MLB: League Championship, Los Angeles Dodgers vs. Chicago Cubs; Houston Astros vs. New York Yankees
There’s a reason why the baseball postseason trumps all other playoffs in the realm of American sport. Take last week’s Maroon-News: we previewed the first round of the MLB postseason-the Division Series. We preemptively announced the Cleveland Indians as the winners of their series against the New York Yankees, so confident in this prediction that we offered only one sentence of analysis.
Lo and behold, the underdog Yankees upset the vaunted Indians 3-2 and earned themselves a trip to the American League Championship series. In the decisive game 5, Yankees shortstop Didi Gregorious rocked Indians ace Corey Kluber for two home runs, and the Yankees were able to complete the surprising comeback against the 102-game winners.
The Astros had a much easier time getting to the next round of the playoffs, defeating the Boston Red Sox by three games to one. A ridiculous six batters for Houston had averages over .350, with potential AL MVP Jose Altuve setting the pace with an absurd .533 line.
So, in the ALCS one could say we have ice and fire: Yankees pitching, especially CC Sabathia and Aroldis Chapman, has completely neutralized opponents in the postseason. Chapman threw 5 ⅔ innings of scoreless baseball with 10 strikeouts to boast. Chapman anchors a New York bullpen that allowed the lowest opponent batting average in the AL in the regular season at .162.
Staring down the barrels of New York’s pitching artillery is Houston’s offense, which has been one of the best in baseball in 2017. They led the league in batting average, hits, on-base percentage, and slugging. They’ve also got some power to boot- six hitters with at least 18 home runs. The X factor in this series for Houston’s offense is shortstop Carlos Correa. George Springer and Altuve have played like their stellar 2017 selves in the postseason, but if the Astros are to overcome the Yankees’ pitching dominance, especially when playing in New York, they need their Puerto Rican phenom to step up. Correa has to improve the .235 average he posted against Boston’s mediocre pitching in the ALDS if the Astros want to go to their first World Series since 2005.
In the National League, the Los Angeles Dodgers overwhelmed the Arizona Diamondbacks in a lopsided three-game sweep. LA’s bats were just too much for Arizona’s relatively experienced pitching staff.
Meanwhile, the Chicago Cubs and Washington Nationals had a back-and-forth series that went the full five-game distance. In the end, however, it was Chicago’s bullpen and Washington’s lack of timely hitting that sent the reigning World Series champion Cubs to the next round.
The NLCS this year is a rematch from last year, except the scripts are totally flipped: now, the Dodgers, not the Cubs, are the ones who thrived in the regular season (104 wins) and are looking to thwart the demons of not having won a World Series in a long time. The Dodgers hobbled to the finish line, losing 13 of 14 in September. Critics said they were done for. Nonetheless, as their series versus Arizona more than demonstrated, they are back in midseason form, when they tallied an astronomical 43 victories in 50 games. If the Dodgers offense can maintain the momentum from the division series while channeling their midseason explosiveness, this should be a short series. For LA, it’s a matter of not making self-inflicted mistakes. Clayton Kershaw needs to keep his tenuous playoff composure intact, and the young Dodgers hitters will have to block out the noise and do what they’ve done all season – hit the baseball where the fielders aren’t.
So, my pick for the championship series… Dodgers over Cubs in five with MVP honors to outfielder Chris Taylor, and Astros over Yankees in seven with pitcher Justin Verlander leading the way. Am I getting ahead of myself? Probably, but I’m a Maroon-News sportswriter, it’s what I’m here for.
Contact Theo Asher at [email protected].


▸ To do:
Using the data below, gather each line that includes the word "outside".

[Supplied information — start]

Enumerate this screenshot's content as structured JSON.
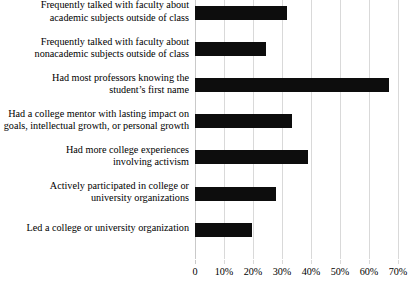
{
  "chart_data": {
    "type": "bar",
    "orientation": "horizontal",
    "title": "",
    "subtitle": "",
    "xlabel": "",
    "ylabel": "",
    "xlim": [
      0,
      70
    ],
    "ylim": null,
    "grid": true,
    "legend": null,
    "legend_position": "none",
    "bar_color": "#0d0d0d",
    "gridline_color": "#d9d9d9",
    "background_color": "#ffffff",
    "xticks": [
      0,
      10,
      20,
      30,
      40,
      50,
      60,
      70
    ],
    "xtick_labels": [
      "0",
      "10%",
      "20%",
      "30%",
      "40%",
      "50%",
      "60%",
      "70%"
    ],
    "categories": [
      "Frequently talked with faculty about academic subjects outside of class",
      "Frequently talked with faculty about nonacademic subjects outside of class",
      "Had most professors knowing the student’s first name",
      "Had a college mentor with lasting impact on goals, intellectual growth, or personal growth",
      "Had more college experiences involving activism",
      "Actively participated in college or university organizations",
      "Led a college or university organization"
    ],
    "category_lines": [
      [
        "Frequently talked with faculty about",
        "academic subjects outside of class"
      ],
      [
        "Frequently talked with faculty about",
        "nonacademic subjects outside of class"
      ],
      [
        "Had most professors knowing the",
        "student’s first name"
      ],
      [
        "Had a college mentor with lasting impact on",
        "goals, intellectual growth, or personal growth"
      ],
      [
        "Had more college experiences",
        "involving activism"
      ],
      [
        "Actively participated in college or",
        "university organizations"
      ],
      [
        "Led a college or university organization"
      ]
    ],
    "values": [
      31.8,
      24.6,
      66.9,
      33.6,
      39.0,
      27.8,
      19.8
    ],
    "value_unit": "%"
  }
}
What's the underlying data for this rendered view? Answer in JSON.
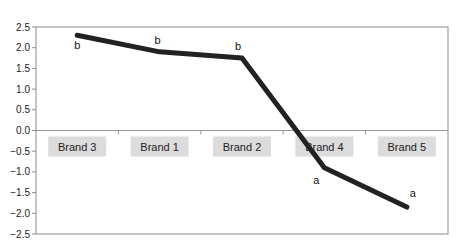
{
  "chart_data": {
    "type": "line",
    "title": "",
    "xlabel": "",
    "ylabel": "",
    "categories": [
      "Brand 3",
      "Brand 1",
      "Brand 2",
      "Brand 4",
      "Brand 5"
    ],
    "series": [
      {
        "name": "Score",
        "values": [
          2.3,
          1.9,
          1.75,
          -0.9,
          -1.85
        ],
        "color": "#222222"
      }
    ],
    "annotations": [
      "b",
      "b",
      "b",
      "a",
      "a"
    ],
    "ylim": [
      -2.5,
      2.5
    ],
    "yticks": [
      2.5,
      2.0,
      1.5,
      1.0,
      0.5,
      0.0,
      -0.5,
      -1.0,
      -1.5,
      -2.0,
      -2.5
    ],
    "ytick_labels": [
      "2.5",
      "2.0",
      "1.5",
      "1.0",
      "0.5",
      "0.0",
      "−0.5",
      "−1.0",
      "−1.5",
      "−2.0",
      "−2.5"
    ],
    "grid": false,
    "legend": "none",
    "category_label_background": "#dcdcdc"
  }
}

[Supplied information — finish]
[Supplied information — start]

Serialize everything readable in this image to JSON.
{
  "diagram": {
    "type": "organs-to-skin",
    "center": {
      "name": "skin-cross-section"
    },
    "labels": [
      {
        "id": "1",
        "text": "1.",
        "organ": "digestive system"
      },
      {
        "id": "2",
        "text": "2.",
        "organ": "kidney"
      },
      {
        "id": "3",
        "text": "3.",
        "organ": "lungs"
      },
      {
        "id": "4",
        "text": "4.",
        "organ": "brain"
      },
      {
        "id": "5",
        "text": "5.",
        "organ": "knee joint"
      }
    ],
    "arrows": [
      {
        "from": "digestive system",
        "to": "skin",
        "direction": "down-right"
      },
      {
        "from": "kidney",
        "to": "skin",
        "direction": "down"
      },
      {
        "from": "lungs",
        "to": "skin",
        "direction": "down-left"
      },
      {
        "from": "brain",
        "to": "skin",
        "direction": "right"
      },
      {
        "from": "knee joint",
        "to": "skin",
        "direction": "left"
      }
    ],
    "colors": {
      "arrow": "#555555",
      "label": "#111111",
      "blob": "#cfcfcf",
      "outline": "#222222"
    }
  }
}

[Supplied information — finish]

▸ Your response:
      "Frequently talked with faculty about academic subjects outside of class",
      "Frequently talked with faculty about nonacademic subjects outside of class",
        "academic subjects outside of class"
        "nonacademic subjects outside of class"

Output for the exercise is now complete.